I suppose another draw of politics that I’ll have to acknowledge, if I turn toward the cynical, is that young people are probably looking towards becoming a “politics expert” with a careerist eye, if not a very detailed view of history.
As I’ve said elsewhere, job prospects are so lame these days that being internet famous almost sounds like more of a reasonable goal than doing anything useful. Useful things are thankless.
Complaining about politics became one of several novel routes to Internet fame. There was so much wrong with politics on every scale that you didn’t need to be an expert to find a niche, if that was your thing—god help you.
Because the people who went this route professionally didn’t merely have to be good at talking over people, they had to be genuinely obsessed with the tug-of-war. And because of the way the world interacts with the individual psyche—particularly now that we’re all connected, god help us all—this is the kind of obsession that drives people insane.
You ever get way too invested in a sports team’s run for the pennant, only to come to in mid-March, exhausted and dehydrated, wondering how you became part of an angry mob? Politics nerds feel that every time there’s a CITY COUNCIL MEETING.
Polnerding is like being a sports fan, but with more serious apparent consequences than losing a few dollars on a bet or your honor to Dallas. I say apparent, because you don’t need to turn out to be RIGHT about whatever you were scared Trump or Biden was gonna do to everything; it’s all in the anticipation of the loss and ensuing disaster.
You need only playfully visualize your foreseen Armageddon vividly enough for every by-election to feel like a Superbowl playoff game, but if you don’t advance, you become a LITERAL serf.
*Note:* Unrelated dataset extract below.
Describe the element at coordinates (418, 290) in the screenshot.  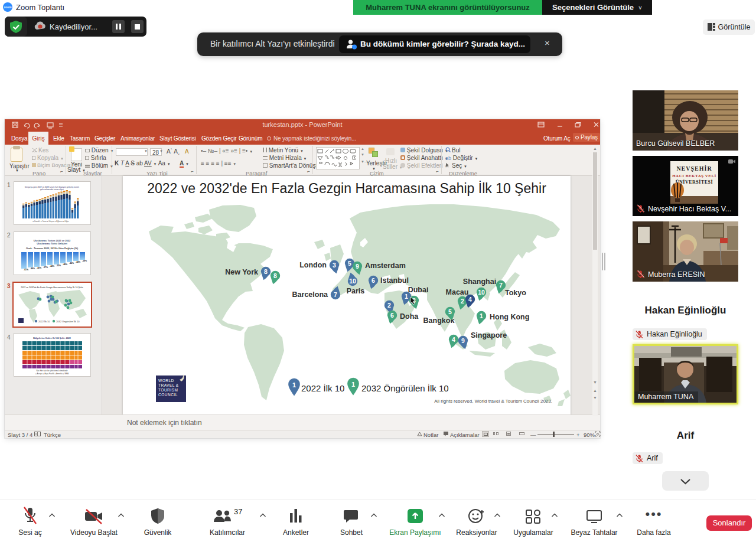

Right or wrong, it eventually leads you to a place where you devote your life to figuring out whether Michelle Obama is a man or Donald Trump is really a dessicated version of Hitler’s brain that Dick Cheney revived in a laboratory and then transplanted it in all our memories of the 1980s, something about a game show something ASSISTANT!? WHERE THE HELL ARE MY SUPPLEMENTS?
I mean, it’s great they’re doing something they love; it’s the fans and influencers (infofluencers?) I’m more worried about. People who listen to about five minutes of politics news a day and then spend the rest of the day talking about it. This used to be nerd shit and now we all have an opinion. Even 20 years ago, even those of us who worked at frickin’ newspapers didn’t talk, think, or care as much about politics as 95 percent of social media users I see seem to do today.
And it wouldn’t be so bad if everybody were just jostling for attention, but unfortunately we are devolving back into an honor culture, with people more interested in the honor of their political side than with what the truth might be, or even the best course of action to help us all live better.
People aer more obsessed with getting revenge over the lawfare committed by the other team than with doing what is best for our civilizations. I can’t lie, it did feel good to see a few massive liars get their comeuppance from the Trump Administration.
But we are no longer dealing with a truth culture. Politics around the water cooler has turned us into a tribal honor culture. And you are not teaching the left that their behavior is wrong. You are teaching them to forget who started it.
And to make sure they get you all the next time.


For more on this subject:
The Libtard or Magat is Your Brother
Fine, it’s hypocritical to begin a plea for calm and sanity by telling you that you make me sick. But maybe we ought to consider letting each other be human once in a while—accompanied by high-quality air fresheners—so in that spirit I would like you all to know that I am very, very annoyed that you are forcing ME to be the hippy in American politics.
I am so glad I have elderly neighbors I can go chew the fat with regularly about all the stuff going on in my neighborhood. It is sad that people don't do this anymore. People are more concerned with stuff in another country they will never visit, and have no idea what really bad stuff is happening in their zip code.